If it's the same problem I've had, I feel the pain!
On a laptop, reconfiguring to use monitors as and when you connect/disconnect them can be great.
However, I'm often on a PC with a fixed multi-monitor setup. The situation where one monitor is briefly out is transient. But some windowing systems decide to permanently erase all your painfully eked out settings at the drop of a hat.
The correct behavior in this particular case is actually just to do nothing, the fact that a monitor seems to have gone away should just be ignored. (Because it didn't go away, really. Maybe I'm just messing with it for a sec, or it's a different brand and turns on/off a few seconds after the others)
[IIRC on KDE you can prevent auto-reconfiguration by turning Kscreen OFF ]
Or even cheaper, there are little HDMI EDID emulation dongles.
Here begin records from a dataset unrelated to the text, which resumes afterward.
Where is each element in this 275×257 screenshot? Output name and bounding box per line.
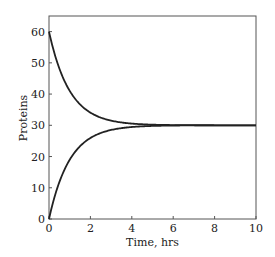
- x-tick-label: 6: [170, 222, 177, 235]
- y-tick-label: 40: [31, 88, 45, 101]
- y-tick-label: 20: [31, 151, 45, 164]
- rise-curve: [49, 125, 256, 219]
- x-tick-label: 2: [87, 222, 94, 235]
- x-tick-label: 0: [46, 222, 53, 235]
- plot-frame: [49, 16, 256, 219]
- x-axis-label: Time, hrs: [126, 236, 179, 249]
- x-tick-label: 8: [211, 222, 218, 235]
- data-series: [49, 32, 256, 219]
- y-tick-label: 0: [38, 213, 45, 226]
- decay-curve: [49, 32, 256, 126]
- line-chart: 0102030405060 0246810 Time, hrs Proteins: [0, 0, 275, 257]
- y-tick-label: 30: [31, 119, 45, 132]
- x-tick-label: 10: [249, 222, 263, 235]
- x-tick-label: 4: [128, 222, 135, 235]
- y-tick-label: 60: [31, 26, 45, 39]
- y-axis-label: Proteins: [17, 94, 30, 141]
- y-tick-label: 10: [31, 182, 45, 195]
- y-tick-label: 50: [31, 57, 45, 70]
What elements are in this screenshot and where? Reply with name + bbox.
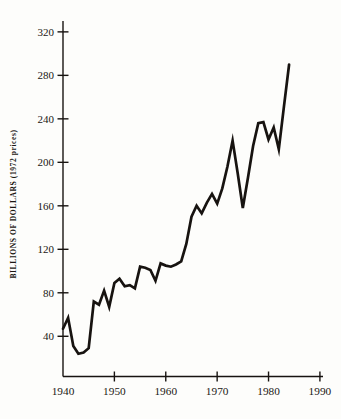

That said, you end up with windows staying on unreachable displays, so it's not always the best solution.
How is the TPM protecting my if my laptop with the TPM chip is stolen?
I understand that I will be protected from removing the HDD/SSD and putting it into another machine to read the data, but does it really protect me from anything else?
Preventing your storage from being put in another device is what it's meant to be protecting you against. If it's still in the original device then an attacker is still blocked by your login password.
If the gmail address linked as the recovery address for the first gsuite admin on a domain is suspended for a T&C violation, then the whole gsuite domain will be suspended too automatically.
Its a good reason to never link a gmail address as a recovery address for gsuite - always use another free mail provider.
T&C violations disable an account and any linked recovery addresses (and accounts with the same recovery phone number).
If an account is disabled, all resources associated are disabled and deleted 30 days later.
A GSuite domain is considered a resource 'owned' by the first admin, so if that account is disabled, so are all in the domain. If it is deleted, so is the domain.
What does Android/ChromeOS have to do with this? Mac OS X is the most comparable and it lets you disable reporting on first setup (not buried deep within one of two different control panels).
And if you really wanted to compare it to Android/ChromeOS, consider that Windows is still $120-200 for a license and still silently tracks out of the box. That just doesn't seem right. How much more do I need to pay to turn off being tracked?
The Windows licenses only matter when buying a Windows DVD without computer, they barely reflect on the whole computer price.
In fact in some stores that sell computers with FreeDos or Linux, the models tend to be more expensive than those with Windows.
ChromeOS by being a browser based OS, means all applications run in someone else's computer, no way to turn tracking off other than not using ChromeOS at all.
Likewise, what each Android model allows to turn off and what gets tracked depends pretty much on how each OEM has customized their Android version.